Michael Burleigh: The Third Reich

Dec 01, 2000 at 00:00 2808

Michael Burleigh was born in 1955. Originally a medievalist at the University College of London and a Research Fellow at Oxford, he spent six years as a Professor at the London School of Economics and Political Science. In 1995, he became a Research Professor in Medieval History at Cardiff University. Since 1999, he teaches in the United States, first as Professor at Rutgers University, New Jersey, and since  2000 he occupies the chair for history at Washington & Lee University in Lexington (Virginia). Michael Burleigh has become an internationally acclaimed expert on Nazi Germany. His former books include Germany Turns Eastwards: A Study of “Ostforschung” in the Third ReichDeath and Deliverance and “Euthanasia” in Germany 1900-1945.

Burleigh’s interpretation of Nazi Germany in The Third Reich is based an the notion of “political religion”. Some of Hitler’s contemporaries as well as later political analysts and historians have already used this interpretative concept. Among them are Konrad Heiden, Eric Voegelin, Waldemar Gurian, Uriel Tal and George Mosse. Hitler becomes the “Messiah” who guides the movement. Therefore, Burleigh strongly opposes those analysts who interpret the Third Reich as structural results of a social dynamic gone out of control. In a certain contrast to Kershaw, he insists on the uniqueness of Hitler and on the view that all important decisions were taken in Berlin. The concept of “political religion” is his key in understanding way one of the most advanced industrial societies in the heart of Europe morally collapsed, why ‘sections of the German elites and masses of ordinary people ”chose to abdicate their individual critical faculties in favor of politics based on faith, hope, hatred and sentimental collective self-regard for their own race and nation.”

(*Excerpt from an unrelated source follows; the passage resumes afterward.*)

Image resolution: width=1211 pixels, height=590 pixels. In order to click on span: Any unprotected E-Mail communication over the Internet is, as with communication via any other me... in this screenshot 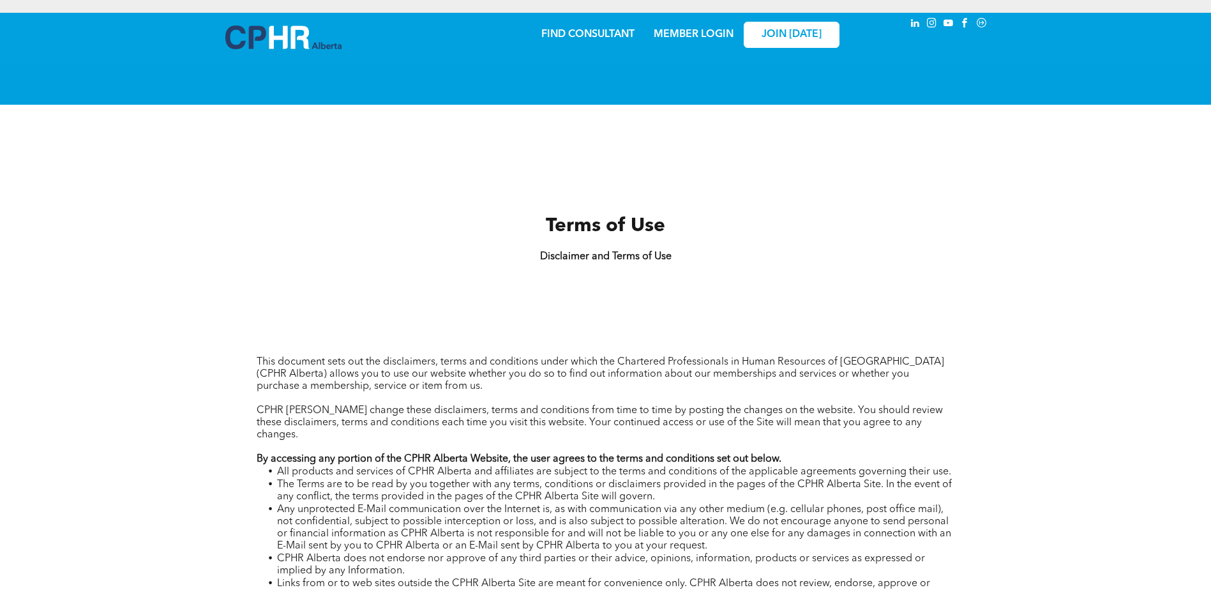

Burleigh does not try to come up with a grand new theory on Nazi Germany. He is indebted to earlier works by Bracher, Friedländer and many others – and he does not hide this fact. But he tries to deliver a more comprehensive history of the Nazi era than anyone before him. Among the topics he treats are the utopia of “Volksgemeinschaft” and the vision of a “new men”, the politics towards the Jewish people and the holocaust, eugenics and euthanasia, forced labor and the industrialized mass killings in concentration camps, pogroms and police terror, bureaucratic and scientific “rationality”, collaboration and resistance, the history of law and lawyers, generals and doctors. However, Burleigh neglects important aspects such as the economy, domestic and foreign policy, the conduct of war as well as the life of the “average” man. Therefore, his account is not as comprehensive as one might think.

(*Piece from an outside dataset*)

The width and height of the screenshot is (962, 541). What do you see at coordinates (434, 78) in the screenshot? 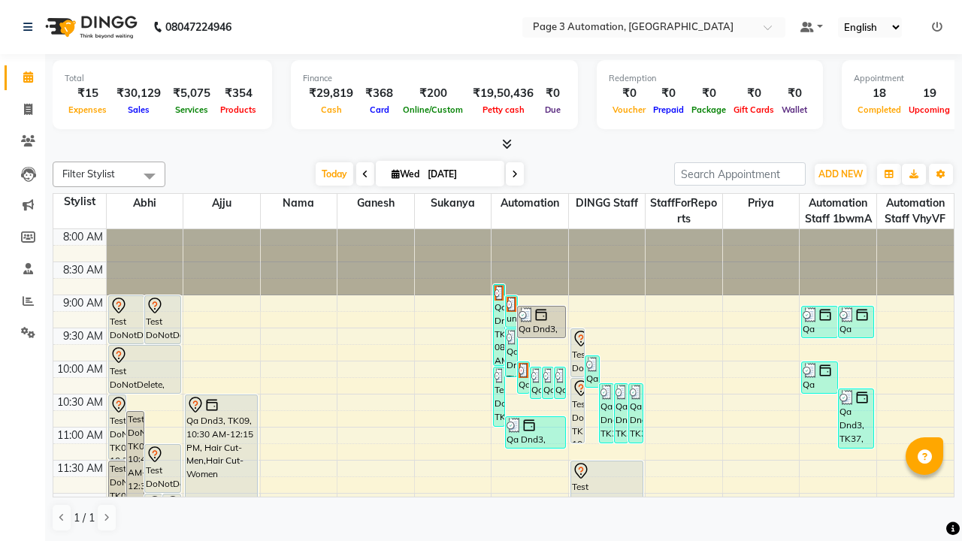
I see `div: Finance` at bounding box center [434, 78].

The other concept used by Burleigh, besides “political religion”, is the theory of totalitarianism which asserts a close similarity of communism and fascism, more precisely, between the Stalinist Soviet Union and Nazi Germany. Hannah Arendt, Raymond Aron and Jacob Talmon are three precursors who inspired the author. Burleigh comes to the conclusion that, once the totalitarian regime was established, the only possible threat to the Nazi power could have come from people close to the center of power. This meant that the men who had helped Hitler rise to power would have had to turn against him. Burleigh does defend the men of July 20 (1944) who tried to assassinate Hitler and reestablish a conservative regime. According to the author, one should not judge their ideas with today’s measures of West Germany’s Fundamental Law (Grundgesetz), the post-war constitution, because their formative years went back to the Kaiserreich.

To readers familiar with the literature on the subject, Burleigh does not bring up much news, but he has to be praised for his effort to write a single volume spanning from the decay of the Weimar Republic to Nazi Germany and even above (until 1948). Burleigh is more interested in the history of ideas than in social history, and he insists on the fact that one can not neglect the European and even global context in which the Nazi regime was born.


Michael Burleigh: The Third Reich. Hardcover, Macmillan, September 2000, 992 p. Get it from Amazon.co.uk


Michael Burleigh: Die Zeit des Nationalsozialismus. Eine Gesamtdarstellung. Gebundene Ausgabe, S. Fischer, 2000, 1088 S. Bestellen bei Amazon.de.


Michael Burleigh: The Third Reich. Hardcover, Hill & Wang, October 2000, 864 p. Get it from Amazon.com.

This book review is based on the German edition of Die Zeit des Nationalsozialismus. Eine Gesamtdarstellung by Michael Burleigh. Hardcover, S. Fischer, 2000, 1088 p. Order this book from Amazon.comAmazon.co.uk, Amazon.de.